The hope we experience is not the result of human effort, thank God. Our salvation is not based on a political debate or a theological argument. That does not mean that such things do not matter—it means that they matter greatly in that they work out the reconciliation that we have already experienced in Jesus Christ.

The ethical implication of reconciliation is enormous, but never in the sense that it earns us, or loses us, our salvation.

Rather, we joyfully give thanks to God because we have been given the gift to live this reconciliation out in the world, in the messy, complex, broken world. A

And though we hold out truth claims—political and theological—firmly, we hold them gently and humbly as well, never willing to give up because of polling data or the need to play nice, but because God is about the business of reconciliation, whether we know it to not, or always want to believe it or not, or even like it or not.
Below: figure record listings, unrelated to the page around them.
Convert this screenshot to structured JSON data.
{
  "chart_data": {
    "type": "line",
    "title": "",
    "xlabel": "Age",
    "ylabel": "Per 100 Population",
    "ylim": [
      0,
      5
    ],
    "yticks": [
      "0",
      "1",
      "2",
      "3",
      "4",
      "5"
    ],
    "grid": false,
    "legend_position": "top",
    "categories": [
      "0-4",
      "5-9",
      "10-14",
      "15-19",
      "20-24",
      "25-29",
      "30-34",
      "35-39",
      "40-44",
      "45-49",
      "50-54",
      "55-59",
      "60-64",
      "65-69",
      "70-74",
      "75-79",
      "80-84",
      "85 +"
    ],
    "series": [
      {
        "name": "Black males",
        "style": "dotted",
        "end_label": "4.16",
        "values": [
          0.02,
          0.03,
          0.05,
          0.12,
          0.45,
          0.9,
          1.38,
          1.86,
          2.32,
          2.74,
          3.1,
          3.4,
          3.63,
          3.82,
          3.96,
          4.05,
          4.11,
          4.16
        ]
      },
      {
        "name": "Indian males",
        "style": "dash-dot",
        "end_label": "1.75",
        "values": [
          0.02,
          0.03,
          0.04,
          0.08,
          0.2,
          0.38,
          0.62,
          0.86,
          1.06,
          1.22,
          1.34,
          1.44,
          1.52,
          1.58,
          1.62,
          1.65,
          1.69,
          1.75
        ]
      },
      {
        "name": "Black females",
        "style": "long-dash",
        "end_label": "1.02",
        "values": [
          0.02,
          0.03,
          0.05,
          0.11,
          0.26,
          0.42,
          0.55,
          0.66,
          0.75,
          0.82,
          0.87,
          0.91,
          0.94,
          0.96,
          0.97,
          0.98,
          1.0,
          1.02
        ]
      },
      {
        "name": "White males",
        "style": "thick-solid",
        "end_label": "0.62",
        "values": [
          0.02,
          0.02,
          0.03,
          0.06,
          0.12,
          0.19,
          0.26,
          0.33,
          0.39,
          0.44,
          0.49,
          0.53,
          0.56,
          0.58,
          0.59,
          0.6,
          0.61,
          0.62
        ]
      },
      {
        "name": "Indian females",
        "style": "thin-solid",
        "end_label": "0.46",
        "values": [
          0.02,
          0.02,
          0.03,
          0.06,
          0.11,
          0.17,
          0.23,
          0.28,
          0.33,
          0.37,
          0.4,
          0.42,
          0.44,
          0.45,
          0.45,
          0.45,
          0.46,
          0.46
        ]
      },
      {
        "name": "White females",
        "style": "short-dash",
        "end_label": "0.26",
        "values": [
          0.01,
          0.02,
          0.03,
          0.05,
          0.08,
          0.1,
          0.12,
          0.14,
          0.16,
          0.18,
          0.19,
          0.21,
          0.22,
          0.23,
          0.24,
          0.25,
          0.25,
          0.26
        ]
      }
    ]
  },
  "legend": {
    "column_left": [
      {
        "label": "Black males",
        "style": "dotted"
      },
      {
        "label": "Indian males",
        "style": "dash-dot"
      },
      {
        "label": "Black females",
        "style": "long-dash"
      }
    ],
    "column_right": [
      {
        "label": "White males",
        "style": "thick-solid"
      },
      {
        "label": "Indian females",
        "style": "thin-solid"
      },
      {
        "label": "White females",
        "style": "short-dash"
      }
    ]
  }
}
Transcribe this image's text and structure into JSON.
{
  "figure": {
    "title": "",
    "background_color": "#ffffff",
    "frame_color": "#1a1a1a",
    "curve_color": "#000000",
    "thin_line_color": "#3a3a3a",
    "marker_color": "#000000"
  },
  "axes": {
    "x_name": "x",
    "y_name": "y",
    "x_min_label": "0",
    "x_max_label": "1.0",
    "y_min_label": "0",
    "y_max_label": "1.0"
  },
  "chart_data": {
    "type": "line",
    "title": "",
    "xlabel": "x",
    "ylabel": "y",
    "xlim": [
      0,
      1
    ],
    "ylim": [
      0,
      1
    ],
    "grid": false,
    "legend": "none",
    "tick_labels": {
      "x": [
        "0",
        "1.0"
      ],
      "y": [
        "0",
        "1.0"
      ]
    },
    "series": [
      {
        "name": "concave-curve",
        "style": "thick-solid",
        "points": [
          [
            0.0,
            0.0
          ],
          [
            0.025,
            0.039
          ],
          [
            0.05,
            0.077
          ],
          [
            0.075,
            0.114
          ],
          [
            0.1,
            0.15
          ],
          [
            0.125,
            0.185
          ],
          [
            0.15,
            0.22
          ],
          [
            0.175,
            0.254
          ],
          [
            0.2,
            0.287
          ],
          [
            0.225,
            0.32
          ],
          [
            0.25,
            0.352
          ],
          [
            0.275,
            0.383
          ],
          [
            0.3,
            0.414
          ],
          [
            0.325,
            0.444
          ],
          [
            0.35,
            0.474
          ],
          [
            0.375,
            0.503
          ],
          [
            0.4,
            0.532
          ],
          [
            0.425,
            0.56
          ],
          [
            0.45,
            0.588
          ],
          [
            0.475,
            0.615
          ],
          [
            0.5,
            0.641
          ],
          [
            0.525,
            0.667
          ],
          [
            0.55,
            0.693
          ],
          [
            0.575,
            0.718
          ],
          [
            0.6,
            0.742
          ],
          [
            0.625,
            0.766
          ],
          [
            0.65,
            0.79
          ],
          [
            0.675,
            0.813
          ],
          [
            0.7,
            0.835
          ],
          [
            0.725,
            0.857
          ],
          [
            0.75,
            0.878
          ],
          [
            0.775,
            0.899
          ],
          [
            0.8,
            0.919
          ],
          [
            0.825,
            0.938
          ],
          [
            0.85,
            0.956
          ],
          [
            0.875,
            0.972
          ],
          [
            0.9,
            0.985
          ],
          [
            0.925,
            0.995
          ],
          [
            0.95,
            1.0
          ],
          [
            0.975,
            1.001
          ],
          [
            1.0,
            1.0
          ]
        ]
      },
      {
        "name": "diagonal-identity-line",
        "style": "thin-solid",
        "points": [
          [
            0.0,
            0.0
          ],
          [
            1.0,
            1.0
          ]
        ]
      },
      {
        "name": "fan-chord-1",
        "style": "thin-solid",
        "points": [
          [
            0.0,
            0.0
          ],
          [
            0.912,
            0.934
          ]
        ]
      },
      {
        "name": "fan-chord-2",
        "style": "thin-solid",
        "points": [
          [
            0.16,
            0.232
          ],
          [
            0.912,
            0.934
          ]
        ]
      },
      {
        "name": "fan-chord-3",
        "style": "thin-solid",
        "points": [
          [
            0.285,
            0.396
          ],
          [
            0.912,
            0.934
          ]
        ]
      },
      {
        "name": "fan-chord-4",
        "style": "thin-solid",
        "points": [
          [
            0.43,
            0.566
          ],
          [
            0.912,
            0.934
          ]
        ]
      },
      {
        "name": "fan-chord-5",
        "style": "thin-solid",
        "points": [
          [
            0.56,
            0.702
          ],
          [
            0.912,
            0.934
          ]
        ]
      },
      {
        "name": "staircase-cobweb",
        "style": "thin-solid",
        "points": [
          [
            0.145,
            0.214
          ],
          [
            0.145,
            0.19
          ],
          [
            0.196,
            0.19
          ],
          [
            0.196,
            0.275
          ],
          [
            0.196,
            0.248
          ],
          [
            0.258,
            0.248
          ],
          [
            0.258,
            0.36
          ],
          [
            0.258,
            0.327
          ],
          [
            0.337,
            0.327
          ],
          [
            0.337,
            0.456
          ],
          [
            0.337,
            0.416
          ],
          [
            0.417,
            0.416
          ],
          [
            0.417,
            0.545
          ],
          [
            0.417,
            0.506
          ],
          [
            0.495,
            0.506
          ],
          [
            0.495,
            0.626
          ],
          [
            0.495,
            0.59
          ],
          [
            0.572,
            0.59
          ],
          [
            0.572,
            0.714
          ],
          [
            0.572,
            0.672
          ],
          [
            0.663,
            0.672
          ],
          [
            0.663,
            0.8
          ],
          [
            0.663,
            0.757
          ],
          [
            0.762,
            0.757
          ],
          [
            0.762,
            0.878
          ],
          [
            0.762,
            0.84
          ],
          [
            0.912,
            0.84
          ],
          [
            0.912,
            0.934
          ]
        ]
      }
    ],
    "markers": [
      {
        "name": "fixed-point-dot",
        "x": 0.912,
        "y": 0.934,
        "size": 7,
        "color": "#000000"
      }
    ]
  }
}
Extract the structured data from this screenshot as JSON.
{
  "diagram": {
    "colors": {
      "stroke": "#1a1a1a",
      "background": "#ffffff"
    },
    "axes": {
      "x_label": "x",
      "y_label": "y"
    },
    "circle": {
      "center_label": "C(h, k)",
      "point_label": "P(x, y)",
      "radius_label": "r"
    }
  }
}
My greatest concern at the moment, therefore, is not about diversity of opinion. It is about when one opinion becomes so ideologized that there is not room for debate, and that not only is there no room for other opinions, but that those who hold them are somehow beyond the pale politically and outside the body of Christ. That would seem to me to reject the reconciling gospel of Christ, which is ironic at best, harmful at worst, and certainly causing pain to the body of Christ and sadness to the God who reconciles us all.

So what do we do? Anne Lamott, who seems to be saying a lot to me these days, says that there are only really two prayers: please and thank you. Please and thank you. It would seem that we are called to both these days.
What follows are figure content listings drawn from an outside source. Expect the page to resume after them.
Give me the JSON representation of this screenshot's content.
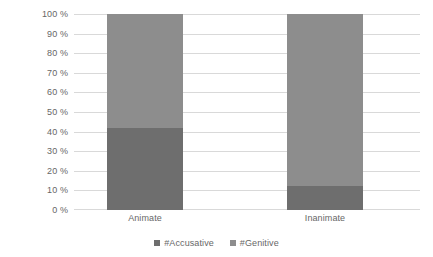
{
  "chart_data": {
    "type": "bar",
    "subtype": "stacked-100-percent",
    "title": "",
    "subtitle": "",
    "xlabel": "",
    "ylabel": "",
    "categories": [
      "Animate",
      "Inanimate"
    ],
    "series": [
      {
        "name": "#Accusative",
        "values": [
          42,
          12
        ],
        "color": "#6e6e6e"
      },
      {
        "name": "#Genitive",
        "values": [
          58,
          88
        ],
        "color": "#8d8d8d"
      }
    ],
    "ylim": [
      0,
      100
    ],
    "y_tick_values": [
      0,
      10,
      20,
      30,
      40,
      50,
      60,
      70,
      80,
      90,
      100
    ],
    "y_tick_labels": [
      "0 %",
      "10 %",
      "20 %",
      "30 %",
      "40 %",
      "50 %",
      "60 %",
      "70 %",
      "80 %",
      "90 %",
      "100 %"
    ],
    "grid": true,
    "legend_position": "bottom",
    "legend_entries": [
      "#Accusative",
      "#Genitive"
    ],
    "annotations": []
  },
  "colors": {
    "background": "#ffffff",
    "gridline": "#d9d9d9",
    "text": "#676767",
    "accusative": "#6e6e6e",
    "genitive": "#8d8d8d"
  }
}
Please allow us to move through this challenging time. Please give us clarity of vision and humility in its pursuit. Please allow us to understand those with whom we disagree and those who seem to strongly to disagree with us.

And thank you. Thank you for this ultimate gift—redemption and reconciliation. And thank you for opportunities to make this reconciliation known every day.

One hundred forty years and two days ago, at Gettysburg, Abraham Lincoln pleaded that “this nation, under God, shall have a new birth of freedom, and that government of the people, by the people, for the people, shall not perish from the earth.”

Just a month before, Lincoln proclaimed the holiday that we will mark in a few days, “fervently imploring the interposition of God’s Almighty Hand to heal the wounds of the nation and to restore it as soon as it may be consistent with the divine purposes to the full enjoyment of peace, harmony, tranquility and union.”

Lincoln’s prayer, our words. May it be so—hearts filled with thanks, and lives committed to living out the reconciliation for which our thanks will know no end. Amen.